The Hawaii Tourism Authority is tasked with creating a vision and pursuing a plan for promoting and developing tourism here. And because the visitor industry is critical to our economy, state lawmakers give HTA a great deal of freedom in how it operates.
But a stinging state audit persuasively argues that the agency’s freedom has “facilitated lax oversight, deficient internal controls, and, ultimately, less accountability.” In short, it needs to better handle public money, and should be reined in.
When the Legislature formed HTA in the late 1990s, it tethered the agency to a permanent source of funding: it gets more than $108 million annually from the transient accommodations tax (hotel room tax). Exempt from administrative supervision required of other boards and commissions, HTA operates as sort of a self-ruling state agency.
This structure makes it possible for HTA to operate as a private business, essentially. But an enterprise that handles a steady flow of public money yet is subject to few transparency-related checks can set the stage for trouble.
Due in part to HTA’s structure, Sen. Laura Thielen (D-Kailua, Waimanalo, Portlock) correctly observed: “I’m not surprised to find out that there are abuses because when there are exemptions and people aren’t being watched, they will cut corners.”
It’s also not surprising that the audit rightly recommends that lawmakers clarify with the agency various state-imposed boundaries on matters, such as spending caps. In addition, HTA’s procurement exemption needs review, and with an eye to repealing or limiting it.
In defense of its procurement practices, which allow skipping a competitive process for securing a contract, HTA has noted that this exemption from state oversight enables it to speedily seal deals, when necessary, to compete with other markets vying for tourist dollars.
But what’s unacceptable is the audit’s finding that HTA’s “haphazard approach to procurement”
ignores its own policies and procedures, and uses sole-source procurement for services that more than one vendor offers. Competition among vendors, of course,
fosters open-field fairness and
typically results in a better value for public money.
Also in defense of its overall conduct, HTA has pointed to an ongoing streak of record visitor arrivals. In 2017, Hawaii’s tourism industry marked its sixth consecutive year of record arrivals, with some
9.3 million visitors spending
$16.7 billion here — generating nearly $2 billion in tax revenues.
There’s no disputing that HTA deserves some credit for such success. After all, it does battle for visitors with other alluring island-destinations around the globe. But the ends do not justify the means.
As a check against HTA’s semi-autonomy, the state Office of the Auditor conducts an audit at least every five years, including on contracts valued over $15 million. Its report released last week revealed HTA deficiencies ranging from large-scale failure to ensure that public money funneled to major contractors is used effectively and efficiently, to smaller missteps.
In one slipshod instance, despite an agreement limiting a contractor’s airfare reimbursement to “actual cost or coach air fare, whichever is less,” HTA reimbursed about $50,000 in first-class airfare. It also shelled out reimbursement of nearly $370 for one-day chauffeur service when the contract limited cost to a mid-sized car rental. The audit said: “By deciding to reimburse costs that were clearly prohibited, HTA needlessly expended excess public funds.”
Due to the agency’s allotted freedom, since its beginning — in the Department of Business, Economic Development and Tourism — transparency has been a tug-of-war issue between HTA and lawmakers seeking to track spending and other decision-making.
For the sake of ensuring appropriate stewardship of public dollars, it’s time to step up oversight as a means to fend off over-spending under the public radar.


- [YOUR ASSIGNMENT]: Go through the data and copy each line where the string "stage" appears.

- [STUDY MATERIAL]:
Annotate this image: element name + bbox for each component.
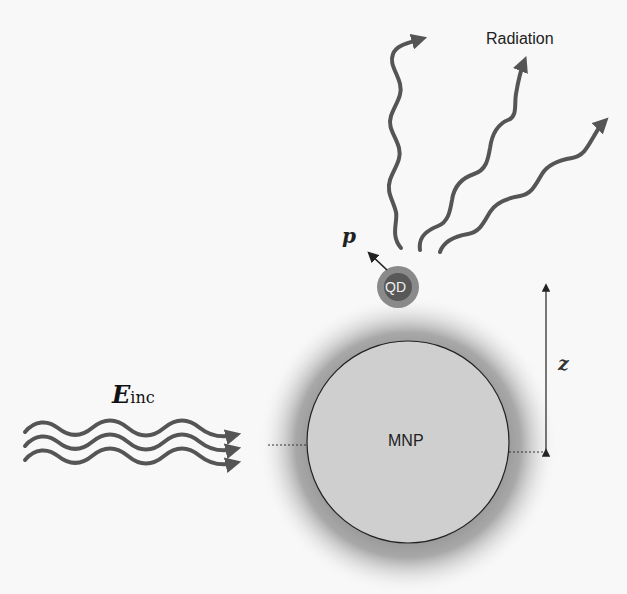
qd-label: QD	[385, 279, 406, 295]
diagram-graphics	[0, 0, 627, 594]
radiation-wave-3	[440, 122, 604, 252]
mnp-label: MNP	[388, 432, 424, 450]
radiation-label: Radiation	[486, 30, 554, 48]
dipole-label: p	[342, 224, 356, 248]
incident-field-label: Einc	[112, 380, 155, 409]
diagram-canvas: Radiation p QD z Einc MNP	[0, 0, 627, 594]
dipole-arrow	[369, 253, 387, 270]
radiation-wave-2	[420, 62, 524, 250]
incident-wave-1	[25, 421, 235, 437]
incident-wave-2	[25, 435, 235, 451]
radiation-wave-1	[389, 39, 421, 248]
incident-wave-3	[25, 449, 235, 465]
incident-field-subscript: inc	[130, 388, 154, 407]
z-distance-label: z	[558, 352, 569, 374]
incident-field-symbol: E	[112, 380, 130, 409]
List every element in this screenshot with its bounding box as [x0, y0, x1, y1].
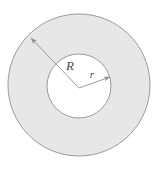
annulus-svg-canvas: R r: [0, 0, 159, 177]
annulus-figure: R r: [0, 0, 159, 177]
outer-radius-label: R: [65, 58, 74, 73]
inner-circle: [47, 54, 111, 118]
inner-radius-label: r: [90, 68, 95, 80]
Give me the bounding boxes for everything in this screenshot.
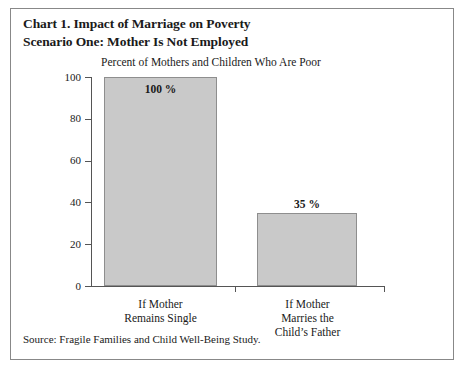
- y-axis-line: [91, 77, 92, 287]
- y-tick-label-20: 20: [55, 239, 81, 250]
- x-category-label-2: If Mother Marries the Child’s Father: [244, 297, 371, 339]
- chart-figure-frame: Chart 1. Impact of Marriage on Poverty S…: [10, 8, 454, 360]
- y-tick-40: [85, 202, 91, 203]
- x-category-label-2-line-1: If Mother: [244, 297, 371, 311]
- x-tick-center: [235, 286, 236, 292]
- x-category-label-2-line-3: Child’s Father: [244, 325, 371, 339]
- y-tick-label-40: 40: [55, 197, 81, 208]
- bar-if-mother-marries-childs-father[interactable]: [257, 213, 357, 286]
- y-tick-60: [85, 161, 91, 162]
- y-tick-0: [85, 286, 91, 287]
- y-tick-100: [85, 77, 91, 78]
- x-category-label-1-line-2: Remains Single: [97, 311, 224, 325]
- y-tick-label-60: 60: [55, 155, 81, 166]
- y-tick-label-100: 100: [55, 72, 81, 83]
- y-tick-80: [85, 119, 91, 120]
- x-tick-right-end: [384, 286, 385, 292]
- plot-area: 100 80 60 40 20 0 100 % 35 % If Mother R…: [11, 9, 455, 361]
- x-category-label-1: If Mother Remains Single: [97, 297, 224, 325]
- y-tick-label-80: 80: [55, 113, 81, 124]
- bar-value-label-1: 100 %: [104, 83, 217, 96]
- x-category-label-2-line-2: Marries the: [244, 311, 371, 325]
- bar-value-label-2: 35 %: [257, 198, 357, 211]
- x-category-label-1-line-1: If Mother: [97, 297, 224, 311]
- source-note: Source: Fragile Families and Child Well-…: [23, 332, 260, 346]
- y-tick-label-0: 0: [55, 281, 81, 292]
- y-tick-20: [85, 244, 91, 245]
- x-axis-line: [91, 286, 385, 287]
- bar-if-mother-remains-single[interactable]: [104, 77, 217, 286]
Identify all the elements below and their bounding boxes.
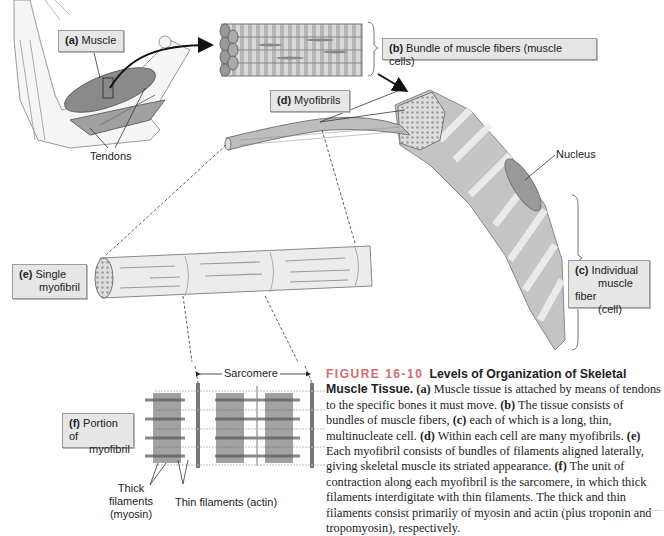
label-letter: (b) [389, 42, 403, 54]
arm-illustration [14, 0, 190, 148]
annotation-nucleus: Nucleus [556, 148, 596, 161]
label-b-bundle: (b) Bundle of muscle fibers (muscle cell… [382, 38, 597, 60]
caption-letter: (c) [453, 413, 467, 427]
zoom-arrow-b-to-c [378, 74, 405, 90]
label-letter: (c) [575, 264, 588, 276]
label-text: muscle fiber [575, 277, 633, 302]
bracket-b [368, 22, 378, 76]
annotation-tendons: Tendons [90, 150, 132, 163]
label-text: Single [36, 268, 67, 280]
label-text: (cell) [575, 303, 622, 315]
nucleus-pointer [525, 155, 555, 180]
annotation-text: (myosin) [110, 508, 152, 520]
annotation-thin-filaments: Thin filaments (actin) [175, 496, 277, 509]
annotation-text: Thick filaments [109, 482, 153, 507]
caption-divider [326, 510, 662, 511]
label-letter: (d) [277, 94, 291, 106]
single-myofibril [95, 246, 372, 298]
label-text: Myofibrils [294, 94, 340, 106]
label-letter: (f) [69, 417, 80, 429]
caption-letter: (d) [420, 429, 435, 443]
annotation-thick-filaments: Thick filaments (myosin) [96, 482, 166, 521]
zoom-guide-lines [105, 130, 355, 362]
caption-letter: (e) [627, 429, 641, 443]
label-text: myofibril [69, 443, 130, 455]
label-letter: (e) [19, 268, 32, 280]
label-text: Muscle [82, 34, 117, 46]
label-text: myofibril [19, 281, 80, 293]
label-f-portion-of-myofibril: (f) Portion of myofibril [62, 413, 134, 448]
muscle-fiber-bundle [220, 24, 362, 76]
annotation-sarcomere: Sarcomere [222, 367, 280, 380]
sarcomere-diagram [145, 366, 325, 485]
figure-number: FIGURE 16-10 [326, 367, 423, 381]
label-letter: (a) [65, 34, 78, 46]
label-text: Individual [592, 264, 638, 276]
caption-letter: (a) [416, 382, 430, 396]
label-c-muscle-fiber: (c) Individual muscle fiber (cell) [568, 260, 650, 308]
caption-letter: (f) [554, 459, 566, 473]
caption-letter: (b) [500, 398, 515, 412]
label-a-muscle: (a) Muscle [58, 30, 124, 52]
label-e-single-myofibril: (e) Single myofibril [12, 264, 87, 299]
individual-muscle-fiber [395, 90, 565, 350]
label-d-myofibrils: (d) Myofibrils [270, 90, 350, 112]
caption-text: Within each cell are many myofibrils. [435, 429, 627, 443]
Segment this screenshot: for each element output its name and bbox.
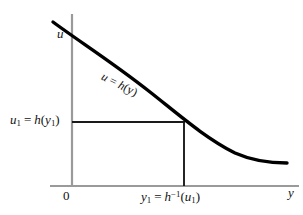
u1-equals: = bbox=[24, 112, 31, 127]
u-axis-label: u bbox=[57, 27, 64, 40]
u1-close-paren: ) bbox=[55, 112, 59, 127]
y1-equals: = bbox=[154, 189, 161, 204]
u1-value-label: u1=h(y1) bbox=[10, 113, 60, 128]
y1-var-subscript: 1 bbox=[147, 195, 151, 205]
function-curve bbox=[53, 22, 287, 163]
y-axis-label: y bbox=[288, 186, 294, 199]
function-inverse-graph: u y 0 u1=h(y1) y1=h−1(u1) u=h(y) bbox=[0, 0, 303, 215]
origin-label: 0 bbox=[63, 189, 70, 202]
y1-value-label: y1=h−1(u1) bbox=[141, 190, 200, 205]
y1-close-paren: ) bbox=[196, 189, 200, 204]
u1-var-subscript: 1 bbox=[17, 118, 21, 128]
graph-canvas bbox=[0, 0, 303, 215]
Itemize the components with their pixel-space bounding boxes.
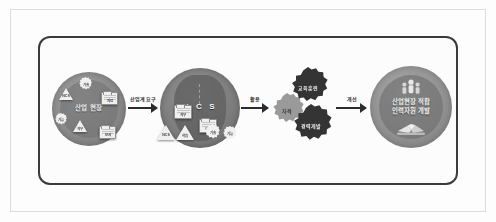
- arrow-utilize-label: 활용: [241, 95, 269, 102]
- gear-skill-label: 기능: [223, 131, 237, 136]
- stage-outcome: 산업현장 적합 인력자원 개발: [370, 66, 452, 148]
- arrow-industry-demand-label: 산업계 요구: [128, 95, 158, 102]
- arrow-line: [128, 107, 152, 109]
- stage-ncs-divider: [199, 84, 200, 104]
- folder-data-icon: 자료: [101, 92, 118, 105]
- folder-duty-label: 직무: [175, 112, 191, 117]
- gear-skill-label: 기능: [55, 117, 67, 122]
- arrow-utilize: 활용: [241, 101, 269, 115]
- triangle-ncs-label: NCS: [57, 94, 75, 98]
- handshake-icon: [396, 120, 426, 136]
- stage-outcome-text: 산업현장 적합 인력자원 개발: [370, 97, 452, 115]
- triangle-shape: 직무: [73, 120, 87, 132]
- triangle-job-icon: 직무: [73, 120, 87, 132]
- people-group-icon: [400, 79, 422, 95]
- arrow-head: [262, 103, 269, 113]
- arrow-improve: 개선: [336, 101, 368, 115]
- folder-data-label: 자료: [102, 98, 117, 103]
- arrow-head: [360, 103, 367, 113]
- arrow-line: [241, 107, 263, 109]
- gear-tech-label: 기술: [205, 129, 220, 134]
- triangle-job-label: 직무: [71, 126, 89, 131]
- triangle-ncs-icon: NCS: [157, 125, 175, 140]
- arrow-industry-demand: 산업계 요구: [128, 101, 158, 115]
- arrow-head: [151, 103, 158, 113]
- diagram-canvas: 산업 현장 NCS 기술 기능 직무 자료 문서 산업계 요구 N C S: [0, 0, 496, 222]
- triangle-shape: 학습: [176, 125, 194, 140]
- triangle-learning-icon: 학습: [176, 125, 194, 140]
- stage-ncs-label: N C S: [160, 102, 240, 111]
- folder-duty-icon: 직무: [174, 105, 192, 119]
- stage-outcome-line1: 산업현장 적합: [370, 97, 452, 106]
- triangle-learning-label: 학습: [176, 133, 194, 138]
- triangle-shape: NCS: [157, 125, 175, 140]
- arrow-line: [336, 107, 361, 109]
- gear-tech-label: 기술: [79, 81, 92, 86]
- folder-document-icon: 문서: [99, 126, 116, 139]
- folder-document-label: 문서: [100, 132, 115, 137]
- stage-outcome-line2: 인력자원 개발: [370, 106, 452, 115]
- triangle-shape: NCS: [59, 88, 73, 100]
- arrow-improve-label: 개선: [336, 95, 368, 102]
- triangle-ncs-icon: NCS: [59, 88, 73, 100]
- triangle-ncs-label: NCS: [157, 133, 175, 137]
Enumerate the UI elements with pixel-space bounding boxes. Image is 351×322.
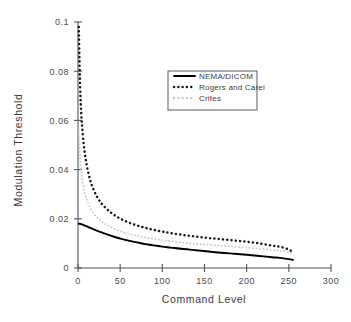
x-tick-label: 50 — [115, 276, 126, 286]
chart-figure: 00.020.040.060.080.1 050100150200250300 … — [0, 0, 351, 322]
y-tick-label: 0 — [63, 263, 69, 273]
y-tick-label: 0.06 — [49, 116, 69, 126]
series-line-rogers-and-carel — [79, 27, 293, 253]
chart-legend: NEMA/DICOMRogers and CarelCrites — [168, 71, 265, 110]
legend-label: NEMA/DICOM — [199, 72, 253, 81]
y-tick-label: 0.1 — [55, 17, 69, 27]
y-tick-label: 0.08 — [49, 67, 69, 77]
chart-series-layer — [79, 27, 293, 260]
series-line-nema-dicom — [79, 224, 293, 260]
y-axis-tick-labels: 00.020.040.060.080.1 — [49, 17, 69, 273]
line-chart: 00.020.040.060.080.1 050100150200250300 … — [0, 0, 351, 322]
x-axis-title: Command Level — [162, 293, 246, 305]
x-tick-label: 200 — [238, 276, 255, 286]
y-tick-label: 0.02 — [49, 214, 69, 224]
legend-label: Crites — [199, 94, 221, 103]
y-tick-label: 0.04 — [49, 165, 69, 175]
y-axis-title: Modulation Threshold — [12, 94, 24, 207]
legend-label: Rogers and Carel — [199, 83, 265, 92]
x-tick-label: 0 — [75, 276, 81, 286]
x-tick-label: 150 — [196, 276, 213, 286]
x-tick-label: 100 — [154, 276, 171, 286]
x-tick-label: 300 — [323, 276, 340, 286]
x-tick-label: 250 — [281, 276, 298, 286]
chart-axes — [78, 22, 331, 268]
x-axis-tick-labels: 050100150200250300 — [75, 276, 339, 286]
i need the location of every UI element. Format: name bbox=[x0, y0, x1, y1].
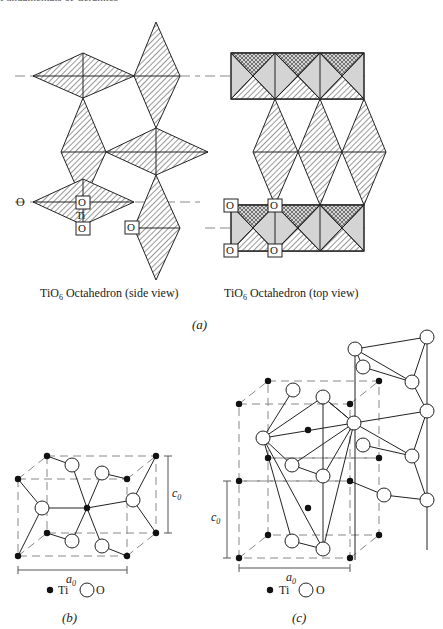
rutile-cell-b bbox=[15, 453, 172, 597]
caption-a: (a) bbox=[192, 317, 207, 333]
rutile-structure-c bbox=[223, 330, 434, 597]
side-view-diagram bbox=[15, 22, 208, 280]
top-view-oxygen-label: O bbox=[226, 244, 234, 256]
legend-o-c: O bbox=[316, 583, 325, 598]
caption-b: (b) bbox=[62, 610, 77, 626]
top-view-oxygen-label: O bbox=[226, 199, 234, 211]
caption-c: (c) bbox=[292, 610, 306, 626]
lattice-c0-label-b: c0 bbox=[172, 486, 181, 502]
oxygen-label-left: O bbox=[16, 195, 25, 210]
legend-o-b: O bbox=[96, 583, 105, 598]
legend-ti-c: Ti bbox=[279, 583, 289, 598]
top-view-diagram bbox=[205, 53, 386, 257]
oxygen-label-top: O bbox=[78, 196, 86, 208]
oxygen-label-bottom: O bbox=[78, 222, 86, 234]
figure-canvas bbox=[0, 0, 443, 629]
lattice-c0-label-c: c0 bbox=[211, 510, 220, 526]
oxygen-label-right: O bbox=[127, 221, 135, 233]
top-view-title: TiO6 Octahedron (top view) bbox=[224, 286, 359, 302]
legend-ti-b: Ti bbox=[58, 583, 68, 598]
titanium-label: Ti bbox=[76, 209, 85, 221]
side-view-title: TiO6 Octahedron (side view) bbox=[40, 286, 179, 302]
top-view-oxygen-label: O bbox=[270, 244, 278, 256]
top-view-oxygen-label: O bbox=[270, 199, 278, 211]
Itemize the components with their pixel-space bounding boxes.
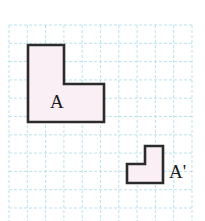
shape-a-prime-label: A' xyxy=(169,161,186,182)
geometry-figure: AA' xyxy=(0,0,205,221)
figure-canvas: AA' xyxy=(0,0,205,221)
shape-a-label: A xyxy=(50,91,64,112)
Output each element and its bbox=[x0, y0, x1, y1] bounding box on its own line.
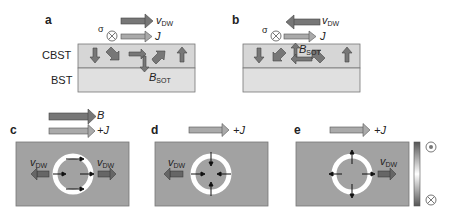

- [RESPONSE AREA]:
- stage-outcome: 산업현장 적합 인력자원 개발: [370, 66, 452, 148]
- stage-ncs-divider: [199, 84, 200, 104]
- stage-outcome-text: 산업현장 적합 인력자원 개발: [370, 97, 452, 115]
- stage-ncs-label: N C S: [160, 102, 240, 111]
- stage-outcome-line1: 산업현장 적합: [370, 97, 452, 106]
- stage-outcome-line2: 인력자원 개발: [370, 106, 452, 115]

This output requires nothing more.